Building SOCIETIES
door for the first time. When he died he left £1.5 million (at least £200 million in today’s money) to build cheap, desirable homes for “the poor of London and other towns”. Everyone was absolutely stunned, not least because, although William was himself from humble stock, having set up his first business from the basement of his father’s City inn, he’d never shown the slightest interest in philanthropy. Overnight, he had created the wealthiest housing trust in England, dwarfing the likes of Peabody and Guinness. However, no one was more shocked than his now largely disinherited family, who angrily contested the will on the grounds that the work didn’t count as charitable. Add to that the opposition of property builders worried by the idea of people paying below-market rates and you can see why nothing was built for years after William’s death in 1900.
But when Sutton Dwellings did rise on Cale Street in 1912, on a patch of land bought for £85,000, it was built by the best Edwardian architects and to the latest specifications.
Replacing swathes of crowded housing and alleys on the triangular site to the west of the once-huge Chelsea Common, its blocks provided homes for 2,200 people. “They were built as an example as to how social housing should be,” explains Ian Henderson, chair of the Chelsea Association of Tenants and a Sutton Dwellings resident of 15 years.
It was the biggest estate ever built by a London housing trust. And with a quarter of Chelsea’s population considered to be in poverty just after the turn of the century, the small, smart homes were in huge demand. Each had a bath, fold-down worktops and more space than the tenements of London’s slums, which many residents had moved from. There were storage lockers for barrows and other working-class tools of the trade, and sheds for prams, which are still there today. “It was the first housing estate to have baths,” explains Ian. “They were in the kitchens. It was a little tin bath and it had a wooden flap. Some residents still remember them. That was quite a luxury in those days.”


The lines to copy are those holding the string "strefie" in the entries below.

** Opening RECORDS FOR PROCESSING block **

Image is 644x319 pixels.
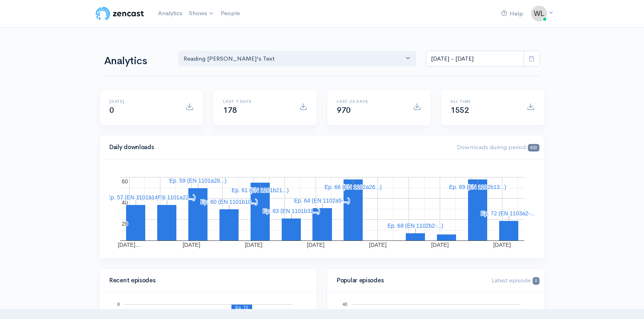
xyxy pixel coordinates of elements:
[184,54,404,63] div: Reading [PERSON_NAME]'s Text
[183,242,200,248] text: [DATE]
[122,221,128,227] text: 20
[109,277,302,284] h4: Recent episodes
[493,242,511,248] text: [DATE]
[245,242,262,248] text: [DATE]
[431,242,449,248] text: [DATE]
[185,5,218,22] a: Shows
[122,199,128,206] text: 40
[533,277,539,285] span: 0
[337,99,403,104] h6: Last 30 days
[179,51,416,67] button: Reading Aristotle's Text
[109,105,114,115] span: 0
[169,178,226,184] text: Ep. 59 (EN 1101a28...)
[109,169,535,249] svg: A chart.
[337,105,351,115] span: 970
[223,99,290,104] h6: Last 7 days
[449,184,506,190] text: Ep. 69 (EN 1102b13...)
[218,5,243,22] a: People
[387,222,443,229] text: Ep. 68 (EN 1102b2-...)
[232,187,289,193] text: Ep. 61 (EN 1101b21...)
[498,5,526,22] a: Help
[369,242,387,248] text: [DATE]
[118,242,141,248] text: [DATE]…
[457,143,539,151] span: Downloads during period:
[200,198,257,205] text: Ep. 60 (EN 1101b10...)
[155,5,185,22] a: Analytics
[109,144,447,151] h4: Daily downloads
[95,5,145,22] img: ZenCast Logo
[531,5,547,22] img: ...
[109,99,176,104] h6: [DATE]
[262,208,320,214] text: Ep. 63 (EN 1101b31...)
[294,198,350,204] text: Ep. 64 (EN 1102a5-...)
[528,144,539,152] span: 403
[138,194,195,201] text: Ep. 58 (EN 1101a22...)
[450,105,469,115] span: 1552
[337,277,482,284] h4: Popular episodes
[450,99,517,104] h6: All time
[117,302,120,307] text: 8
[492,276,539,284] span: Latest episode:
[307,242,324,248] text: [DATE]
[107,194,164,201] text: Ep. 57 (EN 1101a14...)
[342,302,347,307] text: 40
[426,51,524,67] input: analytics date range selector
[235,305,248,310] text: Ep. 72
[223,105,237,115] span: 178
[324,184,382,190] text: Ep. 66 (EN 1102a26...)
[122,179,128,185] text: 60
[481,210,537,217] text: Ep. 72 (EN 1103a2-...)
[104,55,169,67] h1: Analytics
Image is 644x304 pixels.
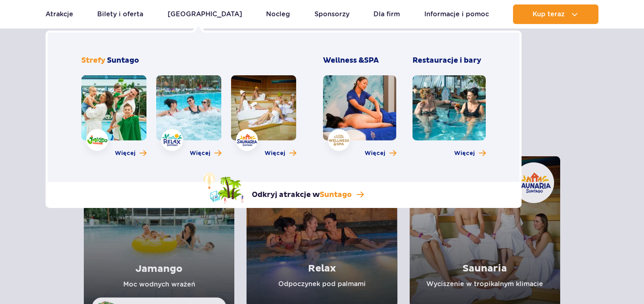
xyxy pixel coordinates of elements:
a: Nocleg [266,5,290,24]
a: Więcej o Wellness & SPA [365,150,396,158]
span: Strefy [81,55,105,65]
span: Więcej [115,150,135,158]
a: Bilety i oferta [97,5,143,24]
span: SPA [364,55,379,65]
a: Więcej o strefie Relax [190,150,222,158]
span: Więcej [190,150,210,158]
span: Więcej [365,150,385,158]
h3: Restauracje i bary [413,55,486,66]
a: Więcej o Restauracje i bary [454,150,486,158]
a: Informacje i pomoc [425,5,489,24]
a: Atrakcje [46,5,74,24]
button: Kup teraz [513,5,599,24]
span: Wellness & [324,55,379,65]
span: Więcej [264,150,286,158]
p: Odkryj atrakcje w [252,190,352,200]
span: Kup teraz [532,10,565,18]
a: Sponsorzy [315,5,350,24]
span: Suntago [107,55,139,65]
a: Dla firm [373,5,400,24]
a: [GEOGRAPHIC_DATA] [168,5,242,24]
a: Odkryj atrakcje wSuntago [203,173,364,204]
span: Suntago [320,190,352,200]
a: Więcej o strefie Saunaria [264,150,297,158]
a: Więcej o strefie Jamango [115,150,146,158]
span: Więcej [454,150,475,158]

** Closing RECORDS FOR PROCESSING block **
** Opening RECORDS FOR PROCESSING block **

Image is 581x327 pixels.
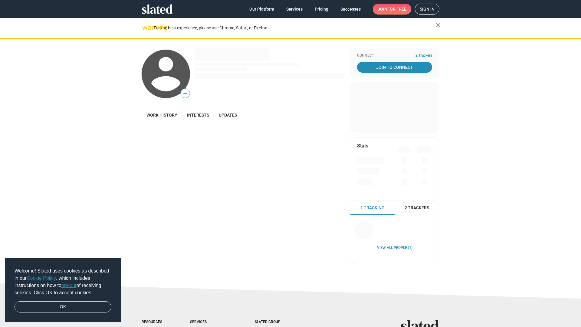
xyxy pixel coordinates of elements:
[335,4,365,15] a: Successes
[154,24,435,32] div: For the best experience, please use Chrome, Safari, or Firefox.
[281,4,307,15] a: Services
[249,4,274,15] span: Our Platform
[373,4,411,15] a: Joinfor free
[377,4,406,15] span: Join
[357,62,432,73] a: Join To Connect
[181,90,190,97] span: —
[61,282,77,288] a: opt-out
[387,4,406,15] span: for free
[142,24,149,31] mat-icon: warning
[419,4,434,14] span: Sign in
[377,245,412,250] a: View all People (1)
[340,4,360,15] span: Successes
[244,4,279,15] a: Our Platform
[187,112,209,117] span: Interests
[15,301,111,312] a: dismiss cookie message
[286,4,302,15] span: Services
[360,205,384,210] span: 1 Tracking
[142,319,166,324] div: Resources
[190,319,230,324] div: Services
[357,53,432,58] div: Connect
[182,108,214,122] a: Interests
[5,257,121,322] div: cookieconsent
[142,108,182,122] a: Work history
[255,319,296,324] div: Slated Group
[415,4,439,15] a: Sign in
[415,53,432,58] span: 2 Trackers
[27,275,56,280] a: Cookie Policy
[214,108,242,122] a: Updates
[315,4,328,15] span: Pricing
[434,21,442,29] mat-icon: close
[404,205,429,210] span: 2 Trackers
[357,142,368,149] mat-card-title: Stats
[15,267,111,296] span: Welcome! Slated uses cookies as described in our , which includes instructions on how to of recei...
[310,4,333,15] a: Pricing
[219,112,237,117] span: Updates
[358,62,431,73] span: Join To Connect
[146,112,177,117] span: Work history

** Closing RECORDS FOR PROCESSING block **

> **SOLUTION**
a: Więcej o strefie Relax [190,150,222,158]
a: Więcej o strefie Saunaria [264,150,297,158]
a: Więcej o strefie Jamango [115,150,146,158]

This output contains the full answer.